When 64-year-old Martin Buxel came back to his room at the Town Center Hotel on the afternoon of May 1, he saw a Santa Maria police officer going from door to door asking people to search their apartments, and he knew that something wasn’t quite right. Buxel learned there was a purse snatching at the hookah shop next door several minutes earlier.
It wasn’t the fact that the officer—identified as Sylvester Swain—was making searches that Buxel found disturbing, but that according to Buxel, the officer gave the victim’s sister a flashlight, allowed her to pose as a cop, and let her search through residents’ apartments.
“You might as well give her a badge,” Buxel said. “The issue of having the woman posing as a cop is wrong.
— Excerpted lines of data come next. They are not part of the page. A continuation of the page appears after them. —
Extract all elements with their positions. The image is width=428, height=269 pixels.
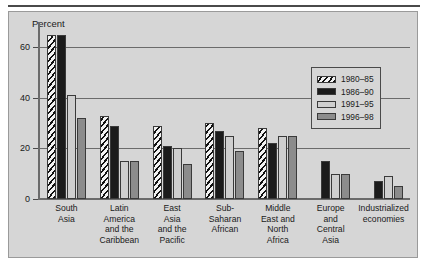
y-tick-label: 20 bbox=[0, 143, 30, 153]
bar bbox=[110, 126, 119, 199]
legend-item: 1980–85 bbox=[317, 74, 374, 85]
bar bbox=[173, 148, 182, 199]
x-axis-label-line: Industrialized bbox=[351, 203, 416, 214]
bar bbox=[153, 126, 162, 199]
bar bbox=[215, 131, 224, 199]
bar bbox=[278, 136, 287, 199]
bar bbox=[235, 151, 244, 199]
legend: 1980–851986–901991–951996–98 bbox=[311, 67, 381, 129]
y-tick-label: 0 bbox=[0, 194, 30, 204]
bar bbox=[100, 116, 109, 199]
legend-swatch-icon bbox=[317, 88, 336, 95]
legend-swatch-icon bbox=[317, 113, 336, 120]
bar bbox=[120, 161, 129, 199]
bar-group bbox=[251, 22, 304, 199]
bar-group bbox=[93, 22, 146, 199]
bar bbox=[268, 143, 277, 199]
bar bbox=[47, 35, 56, 199]
y-tick-label: 60 bbox=[0, 42, 30, 52]
bar bbox=[67, 95, 76, 199]
bar bbox=[374, 181, 383, 199]
x-axis-label: Industrializedeconomies bbox=[351, 203, 416, 224]
bar bbox=[341, 174, 350, 199]
legend-swatch-icon bbox=[317, 101, 336, 108]
bar bbox=[183, 164, 192, 199]
bar bbox=[384, 176, 393, 199]
y-tick-label: 40 bbox=[0, 93, 30, 103]
legend-item: 1986–90 bbox=[317, 86, 374, 97]
bar bbox=[258, 128, 267, 199]
bar bbox=[130, 161, 139, 199]
bar bbox=[77, 118, 86, 199]
bar bbox=[57, 35, 66, 199]
x-axis-label-line: Asia bbox=[298, 235, 363, 246]
x-axis-label-line: Central bbox=[298, 224, 363, 235]
bar bbox=[163, 146, 172, 199]
bar bbox=[288, 136, 297, 199]
bar bbox=[321, 161, 330, 199]
bar-group bbox=[199, 22, 252, 199]
bar bbox=[394, 186, 403, 199]
bar-group bbox=[146, 22, 199, 199]
legend-label: 1991–95 bbox=[341, 99, 374, 109]
x-axis-label-line: Pacific bbox=[140, 235, 205, 246]
legend-item: 1996–98 bbox=[317, 111, 374, 122]
legend-label: 1986–90 bbox=[341, 87, 374, 97]
legend-swatch-icon bbox=[317, 76, 336, 83]
x-axis-labels: SouthAsiaLatinAmericaand theCaribbeanEas… bbox=[40, 203, 410, 259]
bar bbox=[331, 174, 340, 199]
bar bbox=[225, 136, 234, 199]
bar bbox=[205, 123, 214, 199]
x-axis-label-line: economies bbox=[351, 214, 416, 225]
figure: Percent 0204060 SouthAsiaLatinAmericaand… bbox=[0, 0, 428, 269]
legend-label: 1980–85 bbox=[341, 74, 374, 84]
legend-item: 1991–95 bbox=[317, 99, 374, 110]
header-rule bbox=[8, 5, 420, 7]
bar-group bbox=[40, 22, 93, 199]
legend-label: 1996–98 bbox=[341, 112, 374, 122]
I think it’s illegal.”
He added that he was surprised at the ease with which a police officer was able to get permission to randomly search multiple homes in one sitting.
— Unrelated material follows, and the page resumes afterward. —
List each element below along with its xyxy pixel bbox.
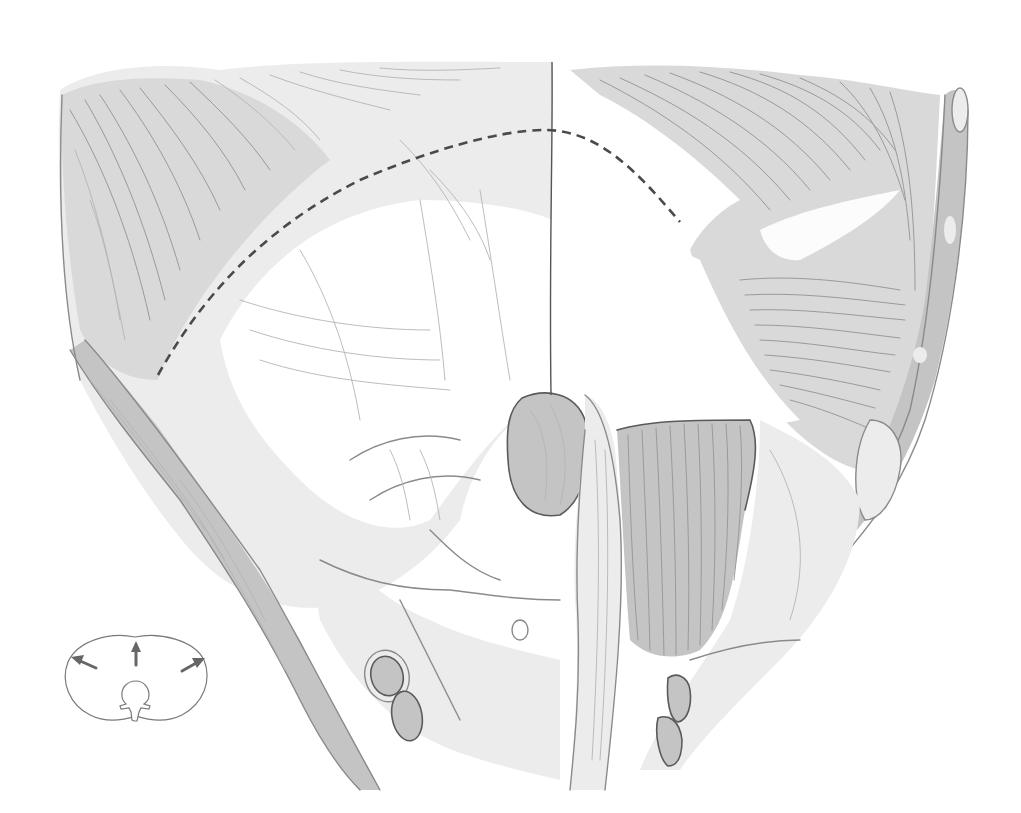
esophageal-hiatus <box>507 393 588 516</box>
orientation-inset <box>65 636 207 721</box>
anatomical-illustration <box>0 0 1021 813</box>
illustration-canvas <box>0 0 1021 813</box>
“Everyone was quite intimidated by him,” Buxel said.
Chief Ralph Martin from the Santa Maria Police Department was notified of the incident, but he can’t say much except that the matter is being investigated. According to Martin, Swain’s been on leave for some time for a medical matter.
The Sun wasn’t able to verify details of the incident with the SMPD, although employees at the hookah shop confirmed that there was a theft on May 1. After that, the details get murky.
Buxel said he was present in the hallway the moment Swain deputized the woman. Buxel noticed her from the group of people at the bottom of the stairwell. She followed Buxel to the second floor, where he first encountered Swain.
The two searched several apartments before reaching Buxel’s. Buxel remembered Swain walking up to him.
“Are you ready?” Buxel recalled Swain asking him.
Buxel complied and watched Swain do a quick sweep of the apartment. At the same time, Buxel noticed the woman digging through personal belongings in his bedroom. On the verge of becoming agitated, he told her to leave immediately.
When the encounter was finally over, Buxel said Swain didn’t exactly give him a sense of reassurance. He sensed that Swain didn’t like what he told the woman.
“Have a nice day, huh?” was the line that Buxel recalled Swain saying to him with a sarcastic tone. Buxel isn’t sure how many more apartments were searched after that.
The Sun reached out to City Attorney Gilbert Trujillo on the legality of using civilians to conduct searches, but messages were not immediately returned.
Upon learning more facts of the purse snatching, Buxel’s understanding of police investigative tactics went out the window. Buxel said he learned that the purse contained several thousand dollars and that descriptions of the suspect didn’t match any of the residents whose apartments were searched.
According to Buxel, the original story he received from Swain was that the suspect entered the building through the front door. Buxel said this is impossible because the apartment manager would have seen him because her office is in the line of sight of the front door. The suspect couldn’t have gone through the back either, Buxel said.
Buxel waited until the beginning of July to report the incident because he needed to convince his neighbors to come forward with their complaints. It’s becoming harder for him to track them down because the low-budget Town Center Hotel is in the process of being vacated due to damage from a fire that occurred two years ago.
The Sun tried to reach out to several other residents whose homes were searched, but calls were not immediately returned.
Buxel keeps following up with the SMPD, but Martin’s going by the book on this one.
“He [Swain] deserves the full bar of representation,” Martin said. “We have to do this legally.”
Buxel thinks it’s taking too long. “What does it take to give a man an honest answer?” he said.
What should happen exactly? In all of his 16 years of living and running his photography restoration business in Santa Maria, Buxel never had a serious problem with the police, he said. This time he felt his rights were violated, and all Buxel wants is for Swain to apologize.
“This man owes everyone an apology,” Buxel said, “a written apology.”
Staff Writer David Minsky can be reached at [email protected].